Well,
what I meant was that with JMock I can do stuff like
mock.expects(atLeastOnce()).method(m).with(...)
.will( onConsecutiveCalls(
returnValue(10),
returnValue(20),
throwException(new IOException("end of stream")) ) );
Instead of writing/programming to much logic into the mocks.
-Matthias
On 7/5/06, Adam Winer <[EMAIL PROTECTED]> wrote:
Matthias,
Could you say a little more about what sort of intelligence
you need in the mocks? For more "intelligent" mocks, I
usually subclass the base test ones (e.g., the MExternalContext
class over in the renderkit test package).

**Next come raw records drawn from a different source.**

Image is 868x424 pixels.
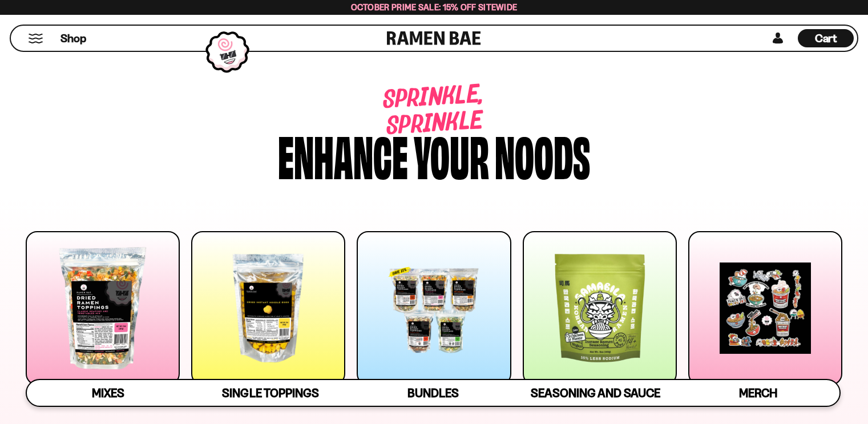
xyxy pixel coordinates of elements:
span: October Prime Sale: 15% off Sitewide [351,2,518,12]
button: Mobile Menu Trigger [28,34,43,43]
div: your [414,127,489,181]
span: Seasoning and Sauce [531,385,660,400]
a: Seasoning and Sauce [514,380,677,405]
span: Cart [815,32,837,45]
span: Single Toppings [222,385,319,400]
span: Shop [60,31,86,46]
a: Single Toppings [190,380,352,405]
span: Bundles [407,385,459,400]
div: noods [495,127,590,181]
div: Cart [798,25,854,51]
span: Mixes [92,385,124,400]
span: Merch [739,385,777,400]
a: Mixes [27,380,190,405]
a: Shop [60,29,86,47]
a: Merch [677,380,839,405]
div: Enhance [278,127,408,181]
a: Bundles [352,380,514,405]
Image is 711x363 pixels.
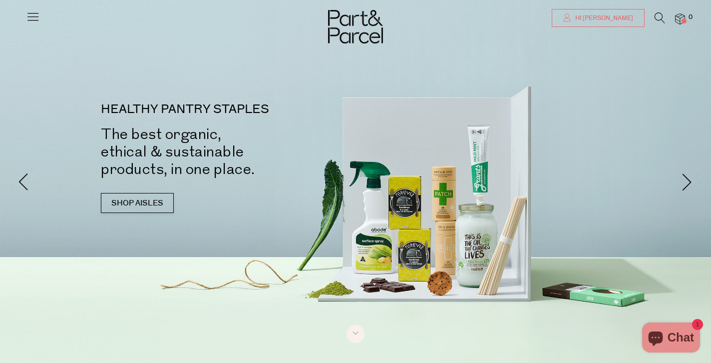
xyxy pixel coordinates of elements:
[552,9,645,27] a: Hi [PERSON_NAME]
[101,193,174,213] a: SHOP AISLES
[640,322,703,355] inbox-online-store-chat: Shopify online store chat
[686,13,695,22] span: 0
[101,125,371,178] h2: The best organic, ethical & sustainable products, in one place.
[328,10,383,43] img: Part&Parcel
[675,13,685,24] a: 0
[573,14,634,22] span: Hi [PERSON_NAME]
[101,103,371,115] p: HEALTHY PANTRY STAPLES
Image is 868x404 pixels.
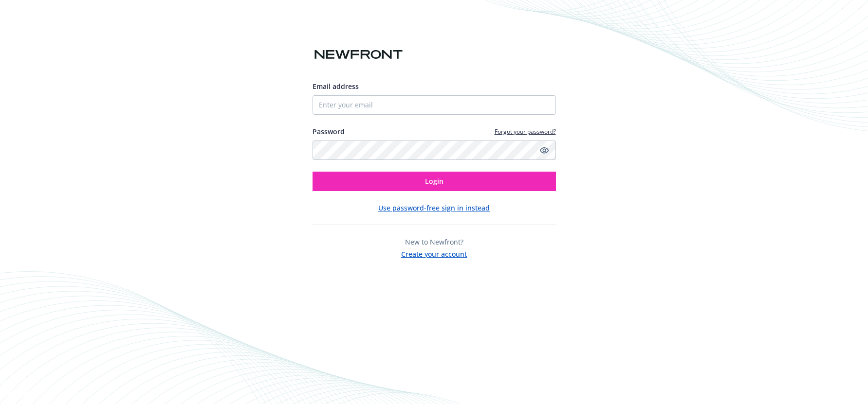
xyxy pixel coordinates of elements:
button: Use password-free sign in instead [378,203,490,213]
label: Password [313,127,344,136]
span: Login [425,177,443,186]
span: New to Newfront? [405,237,464,247]
button: Create your account [401,247,466,259]
img: Newfront logo [313,46,404,63]
a: Show password [538,145,550,156]
input: Enter your email [313,95,555,115]
a: Forgot your password? [494,127,555,136]
input: Enter your password [313,141,555,160]
button: Login [313,171,555,191]
span: Email address [313,82,359,91]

I'm happy with using jmock for objects like listeners, converters,
validators, where we're trying to test if our components are
correctly calling these objects.
-- Adam
On 7/4/06, Matthias Wessendorf <[EMAIL PROTECTED]> wrote:
>
> Hey devs,
>
> today I committed some stuff I did on the mock overhaul bransch.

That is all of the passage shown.